/var/crash/ directory full?

I've been messing around w/ FreeBSD 7.2-RELEASE on my new build and ran into a problem two days ago... When booting the machine, it would hang at "Writing crash summary to /var/crash/core.txt.4". So I tried to reboot a couple more times to no avail (just thought it was being funky). Then I thought to myself "maybe /var/crash/ is full", I mean... it has 4 core dumps in it, but I thought it would have yelled at me during boot instead of just hanging there. So I threw in a live cd, and booted with that, no problem. Then I poked around and figured out which slice had /var on it & cleaned out the crash directory.

I have a question about this... Should the crash directory be cleaned out manually? I mean obviously it worked (so far) but is this a good practice? or is there some other way to manage the core dumps?
 
SirDice said:
The best way is not to get them in the first place ;)
Haha, true but I like to blow things up on occasion :p

Alt said:
You can turn them off at all by adding this
kern.coredump=0
in /etc/sysctl.conf file
Thanks for the tip, I'll have to remember it.

I like having the core dumps enabled so that I can try to figure out what's causing stuff to break. I was just wondering if there's any reason that I should not clear out the /var/crash/ directory.
 
desnudopenguino said:
I was just wondering if there's any reason that I should not clear out the /var/crash/ directory.
Once you have extracted the information from the dumps, you are safe to delete the vmcore.* files.
I can't remember if its now the default (you can check by yourself looking at the size of vmcore files), but to save some space, you can add debug.minidump=1 to /etc/sysctl.conf so the vmcore will not be the size of the physical memory.

EDIT:
according to the 7.0 release notes, minidump should now be the default
 
/var/crash

Please forgive me I have taken over for a previous admin and am still getting to know FreeBSD.
These are the files in my /var/crash directory, my /var is 75% full and I feel I should delete some of these files.
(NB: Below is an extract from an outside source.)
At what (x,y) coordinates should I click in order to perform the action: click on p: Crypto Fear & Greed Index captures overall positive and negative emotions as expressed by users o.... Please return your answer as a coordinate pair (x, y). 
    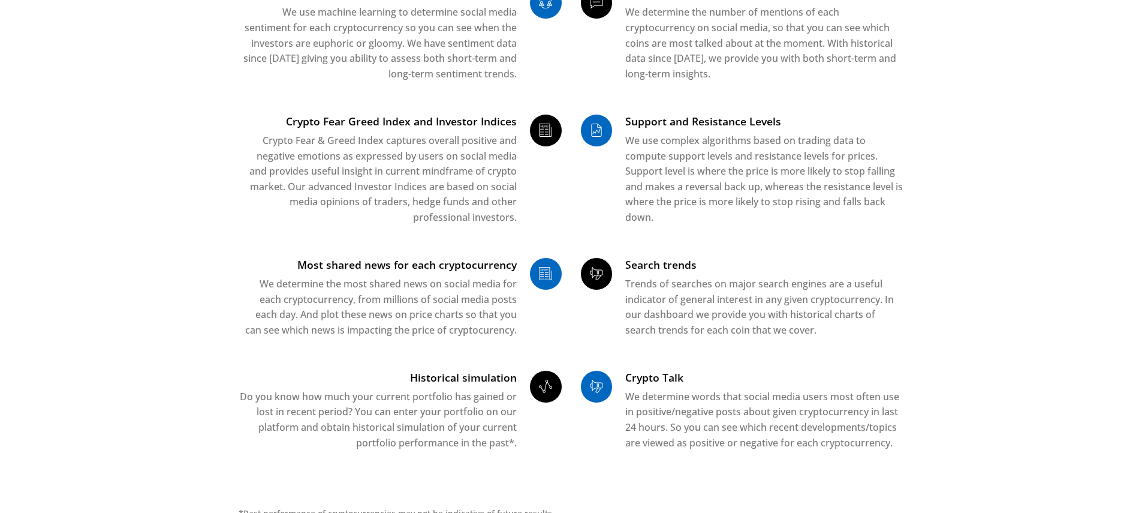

From reading other posts I believe I can delete the vmcore files at the very least.

Thank you very much

Code:
-rw-r--r--  1 root  wheel          3 Oct 25  2011 bounds
-rw-------  1 root  wheel        468 Jan 26  2009 info.0
-rw-------  1 root  wheel        457 Jan 26  2009 info.1
-rw-------  1 root  wheel        513 Aug 10  2011 info.10
-rw-------  1 root  wheel        513 Aug 14  2011 info.11
-rw-------  1 root  wheel        513 Aug 25  2011 info.12
-rw-------  1 root  wheel        513 Sep 11  2011 info.13
-rw-------  1 root  wheel        512 Sep 25  2011 info.14
-rw-------  1 root  wheel        513 Sep 27  2011 info.15
-rw-------  1 root  wheel        513 Oct 25  2011 info.16
-rw-------  1 root  wheel        457 Jan 26  2009 info.2
-rw-------  1 root  wheel        468 Jan 26  2009 info.3
-rw-------  1 root  wheel        467 Jan 26  2009 info.4
-rw-------  1 root  wheel        493 Jan 26  2009 info.5
-rw-------  1 root  wheel        467 Jan 26  2009 info.6
-rw-------  1 root  wheel        467 Jan 27  2009 info.7
-rw-------  1 root  wheel        467 Jan 27  2009 info.8
-rw-------  1 root  wheel        512 Aug  6  2011 info.9
-rw-r--r--  1 root  wheel          5 Jan  1  2009 minfree
-rw-------  1 root  wheel  129515520 Aug 10  2011 vmcore.10
-rw-------  1 root  wheel  125325312 Aug 14  2011 vmcore.11
-rw-------  1 root  wheel  137674752 Aug 25  2011 vmcore.12
-rw-------  1 root  wheel  136654848 Sep 11  2011 vmcore.13
-rw-------  1 root  wheel  132464640 Sep 25  2011 vmcore.14
-rw-------  1 root  wheel  123527168 Sep 27  2011 vmcore.15
-rw-------  1 root  wheel  133545984 Oct 25  2011 vmcore.16
-rw-------  1 root  wheel  139333632 Aug  6  2011 vmcore.9
 
Unless you need them for debugging...
Code:
cd /var
/bin/rm -rf crash
mkdir crash
I often delete all files in a directory that way.